Not an English student so I can't offer specific advice, but for me studying Englishy style stuff generally falls into about four categories: Reading, Writing, Revising and Discussion. Reading is pretty self-explanatory, you just need to read things. Anything is good, but make sure you vary it a bit. You're unlikely to come across more complex language in a YA novel, similarly you won't find a lot of pretty words in a manual or textbook. Poems are a good way to quickly learn new words, and there's a plethora of them on the internet. I find most of them dreadfully boring though
Writing is pretty obvious too. You can't be expected to write a perfect essay in 50 minutes if you've never written an essay before.
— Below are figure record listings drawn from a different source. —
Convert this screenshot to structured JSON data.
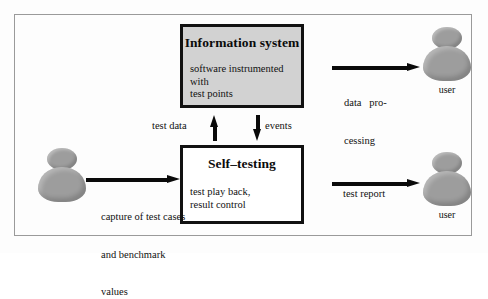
{
  "diagram": {
    "frame": {
      "name": "outer-frame"
    },
    "boxes": [
      {
        "id": "information-system",
        "title": "Information system",
        "body_lines": [
          "software instrumented with",
          "test points"
        ],
        "fill": "#d2d2d2",
        "border": "#111111"
      },
      {
        "id": "self-testing",
        "title": "Self–testing",
        "body_lines": [
          "test play back,",
          "result control"
        ],
        "fill": "#ffffff",
        "border": "#111111"
      }
    ],
    "actors": [
      {
        "id": "tester",
        "caption": ""
      },
      {
        "id": "user-top",
        "caption": "user"
      },
      {
        "id": "user-bottom",
        "caption": "user"
      }
    ],
    "flows": [
      {
        "id": "capture",
        "label_lines": [
          "capture of test cases",
          "and benchmark",
          "values"
        ],
        "direction": "right"
      },
      {
        "id": "test-data",
        "label": "test data",
        "direction": "up"
      },
      {
        "id": "events",
        "label": "events",
        "direction": "down"
      },
      {
        "id": "data-processing",
        "label_lines": [
          "data   pro-",
          "cessing"
        ],
        "direction": "right"
      },
      {
        "id": "test-report",
        "label": "test report",
        "direction": "right"
      }
    ],
    "colors": {
      "actor_gray": "#9d9d9d",
      "box_shaded": "#d2d2d2",
      "stroke": "#0a0a0a",
      "frame": "#9a9a9a"
    }
  }
}
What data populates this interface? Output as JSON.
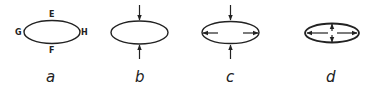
{
  "figure": {
    "panels": [
      {
        "id": "a",
        "caption": "a",
        "description": "ellipse with labeled points",
        "points": {
          "top": "E",
          "bottom": "F",
          "left": "G",
          "right": "H"
        }
      },
      {
        "id": "b",
        "caption": "b",
        "description": "ellipse with inward vertical compression arrows at top and bottom"
      },
      {
        "id": "c",
        "caption": "c",
        "description": "ellipse with inward vertical arrows outside and outward horizontal arrows inside"
      },
      {
        "id": "d",
        "caption": "d",
        "description": "flattened ellipse with outward horizontal and vertical arrows from center"
      }
    ],
    "stroke_color": "#222222",
    "background": "#ffffff"
  }
}
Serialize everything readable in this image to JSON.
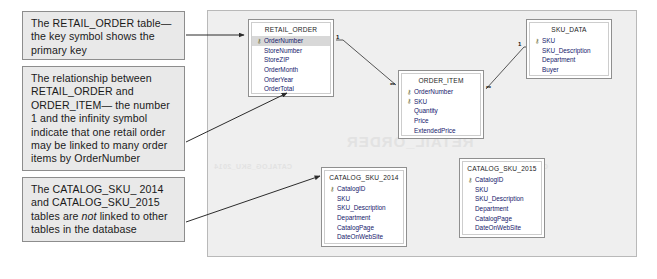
{
  "callouts": [
    {
      "id": "primary-key",
      "text": "The RETAIL_ORDER table—the key symbol shows the primary key"
    },
    {
      "id": "relationship",
      "text": "The relationship between RETAIL_ORDER and ORDER_ITEM— the number 1 and the infinity symbol indicate that one retail order may be linked to many order items by OrderNumber"
    },
    {
      "id": "catalog-tables",
      "text_before": "The CATALOG_SKU_ 2014 and CATALOG_SKU_2015 tables are ",
      "text_italic": "not",
      "text_after": " linked to other tables in the database"
    }
  ],
  "panel": {
    "ghost_retail_order": "RETAIL_ORDER",
    "ghost_catalog_2015": "CATALOG_SKU_2015",
    "ghost_catalog_2014": "CATALOG_SKU_2014"
  },
  "tables": {
    "retail_order": {
      "title": "RETAIL_ORDER",
      "fields": [
        {
          "name": "OrderNumber",
          "key": true
        },
        {
          "name": "StoreNumber",
          "key": false
        },
        {
          "name": "StoreZIP",
          "key": false
        },
        {
          "name": "OrderMonth",
          "key": false
        },
        {
          "name": "OrderYear",
          "key": false
        },
        {
          "name": "OrderTotal",
          "key": false
        }
      ]
    },
    "order_item": {
      "title": "ORDER_ITEM",
      "fields": [
        {
          "name": "OrderNumber",
          "key": true
        },
        {
          "name": "SKU",
          "key": true
        },
        {
          "name": "Quantity",
          "key": false
        },
        {
          "name": "Price",
          "key": false
        },
        {
          "name": "ExtendedPrice",
          "key": false
        }
      ]
    },
    "sku_data": {
      "title": "SKU_DATA",
      "fields": [
        {
          "name": "SKU",
          "key": true
        },
        {
          "name": "SKU_Description",
          "key": false
        },
        {
          "name": "Department",
          "key": false
        },
        {
          "name": "Buyer",
          "key": false
        }
      ]
    },
    "catalog_sku_2014": {
      "title": "CATALOG_SKU_2014",
      "fields": [
        {
          "name": "CatalogID",
          "key": true
        },
        {
          "name": "SKU",
          "key": false
        },
        {
          "name": "SKU_Description",
          "key": false
        },
        {
          "name": "Department",
          "key": false
        },
        {
          "name": "CatalogPage",
          "key": false
        },
        {
          "name": "DateOnWebSite",
          "key": false
        }
      ]
    },
    "catalog_sku_2015": {
      "title": "CATALOG_SKU_2015",
      "fields": [
        {
          "name": "CatalogID",
          "key": true
        },
        {
          "name": "SKU",
          "key": false
        },
        {
          "name": "SKU_Description",
          "key": false
        },
        {
          "name": "Department",
          "key": false
        },
        {
          "name": "CatalogPage",
          "key": false
        },
        {
          "name": "DateOnWebSite",
          "key": false
        }
      ]
    }
  },
  "relationships": [
    {
      "id": "ro-oi",
      "from": "RETAIL_ORDER",
      "to": "ORDER_ITEM",
      "from_cardinality": "1",
      "to_cardinality": "∞"
    },
    {
      "id": "oi-sku",
      "from": "ORDER_ITEM",
      "to": "SKU_DATA",
      "from_cardinality": "∞",
      "to_cardinality": "1"
    }
  ],
  "icons": {
    "primary_key": "⚷"
  },
  "colors": {
    "callout_bg": "#e9e9e9",
    "callout_border": "#8d8d8d",
    "panel_bg": "#efefef",
    "table_bg": "#ffffff",
    "field_text": "#15186b",
    "key_row_bg": "#d8d8d8",
    "connector": "#555555"
  }
}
Not that I'm saying that you should write an essay every day - most writing works. Into poetry, prose, formal or expository works, or plays? Any of those will work if you put the time into making sure they're top notch. The point isn't to memorize a perfect piece or method, it's to develop the skill to be able to put exactly what you're thinking on the page. It also really makes you think about the use of certain words, grammar in general and, in my experience, improves the flow of your sentences a lot. You don't really need feedback to improve (as long as you revise your own work), but you'll get better way faster if you give your work to a teacher or a friend or just post it somewhere on the internet for someone to tear into.
Revising is where it starts to get a bit gray. A maths analogy is probably the best way to explain - you can't know if you're right if you don't check the answer, and you can't know where you went wrong without taking that into account, or going through line by line to see where you messed up. "Checking your answer" with writing is going through your piece (preferably after at least a week has passed) and comparing it to a rubric or a set of goals you set for yourself. It's hard, in written work particularly, to be brutally honest with yourself - but it's definitely worth it. 10/10 do recommend. Going through line by line generally comes after you check your work. It's probably what you do when your teacher hands back your work. "Teacher says my contention is unclear - okay, what makes it unclear?" is the kind of process to go through there. Not a lot to talk about in this regard. Revising one essay will make that essay better, but revising 50 will make all your future essays better. The idea is to find out where you're weakest and fix it. Reading other people's work is also good if you can't be bothered writing your own essay. They'll probably appreciate it too
Discussion is arguably the most important part though. In Literature and Classics, it's pretty much the bulk of the class time. Not sure for English though, but it should be (imo). Track down a friend or a teacher and just talk about whatever your topic is, or your text. Starting off with "how do you think [idea] is represented in [text]?" is a really good way to start. Questions in general will lead you to a deeper understanding of whatever it is you happen to be doing and they're a lot more interactive than being lectured at for an hour. My favourite part about discussions is the disagreements though. As long as you can back yourself up with some good evidence, your idea is valid. If there wasn't any disagreements, everyone's essays would be the same. Imagine being the teacher that had to mark that? Discussion will make up the bulk of anything you read, write or revise. Think of it as the interpretation of evidence, if that helps. Can't really offer any advice for improving it though, it's just something that happens as you get more familiar with your topic.
To finish off, I thought I'd leave you with some interesting websites that might offer some more insight:
Arguman - Not particularly populated but there can be some interesting discussion in there.
Phrontistery - Lots of lists of cool words and stuff
Getty Vocabularies - Exactly what it sounds like
Forvo - Pronunciation guide. Ironically the title of the website doesn't give any indication.
Folktext Archive - Mostly interesting reads, but more notably they use some different language. Fun for analysis and tbh some of them are kinda funny (bald men stories amirite)
Sacred Texts - More of the same, but religious texts.
Aeon - Generally a compliation of people sharing their thoughts on things. There's a lot of essays.